The hallmark of this release is a new product we call Atlas Schema Monitoring. Atlas Schema Monitoring provides a set of tools and features to help you manage and monitor your database schema effectively. Teams install an agent (container) on their database VPC which tracks changes to the database schema and reports metadata to the Atlas Cloud control plane. Using this metadata Atlas Schema Monitoring provides:

  1. Live visibility of your database schema with automated ER diagrams and auto-generated documentation.
  2. A Changelog of schema changes, so you can see how schemas change over time, and easily triage schema change related issues.
  3. Alerts Use Webhooks or Slack notifications to inform or alert teams that need to know about schema changes or drift.

Starting today, we are providng one free monitored instance to all signed up Atlas users.

A Live Demo is available for you to try out.

How it works

Atlas Cloud never has direct access to your database, instead it uses a middleman, the Atlas agent, to connect to your database instead. In order for this to work, the agent needs to be installed somewhere with network connectivity to the database, usually within the same VPC as the database. In addition, the agent should have outbound connectivity to your cloud account (e.g.,https://your-tenant.atlasgo.cloud).

The agent then starts polling Atlas Cloud for work. Once assigned a task, it connects to the database and executes the task, e.g. "take a snapshot" and then reports back the result to Atlas Cloud. The Agent does not read or report back any user data, only meta information about the database schema.

To read more about the key concepts and features of Atlas Schema Monitoring, head over to the Overview page.

Getting started

To get started with Schema Monitoring in under 5 minutes, head over to the Quickstart guide.

Security

Atlas Schema Monitoring is designed with the principle of minimal access in mind.
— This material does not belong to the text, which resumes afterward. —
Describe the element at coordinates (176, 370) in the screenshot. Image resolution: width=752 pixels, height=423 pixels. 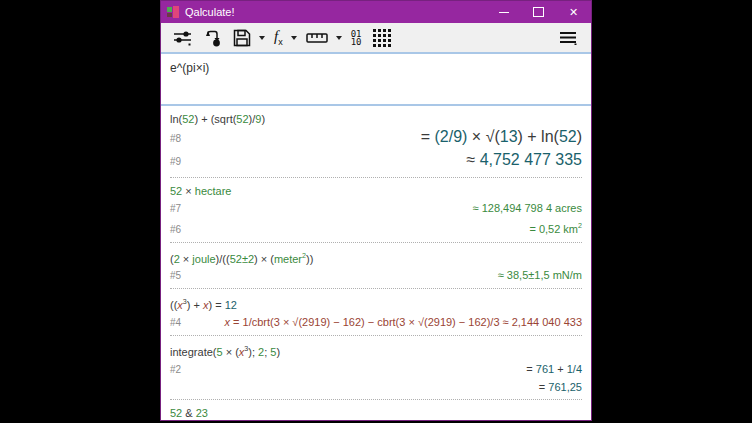
I see `history-index-label: #2` at that location.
The Atlas agent is designed to only require read-only access to the database schema and only requires access to system information schema tables and not user data.

Additionally, to provide further security and control, database credentials are never provided or stored in the Atlas Cloud control plane. Instead, the Atlas agent is deployed in your environment and connects to the database directly using a variety of secure methods.

To learn more about how to securely provide database credentials to the Atlas agent, head over to the Security and Credentials guide.

Pay via AWS Marketplace

Atlas users can now pay for their Atlas subscription via the AWS Marketplace. This is a great option for users who prefer to consolidate their billing and payments in one place or have AWS credits they would like to use.

To purchase Atlas quota via the AWS Marketplace, visit our Product Page.

Atlas HCL Doc Portal

Atlas enables users manage their database schema as code. One of the popular ways to define the desired state of your is via the Atlas HCL data definition language. Additionally, users have a powerful configuration language to define their project configuration.

We have added a new Atlas HCL Portal to the documentation website, which contains always up to date, automatically generated documentation for the Atlas HCL language.

Wrapping Up

That's all for this release! We hope you enjoy the new features and improvements. As always, we would love to hear your feedback and suggestions on our Discord server.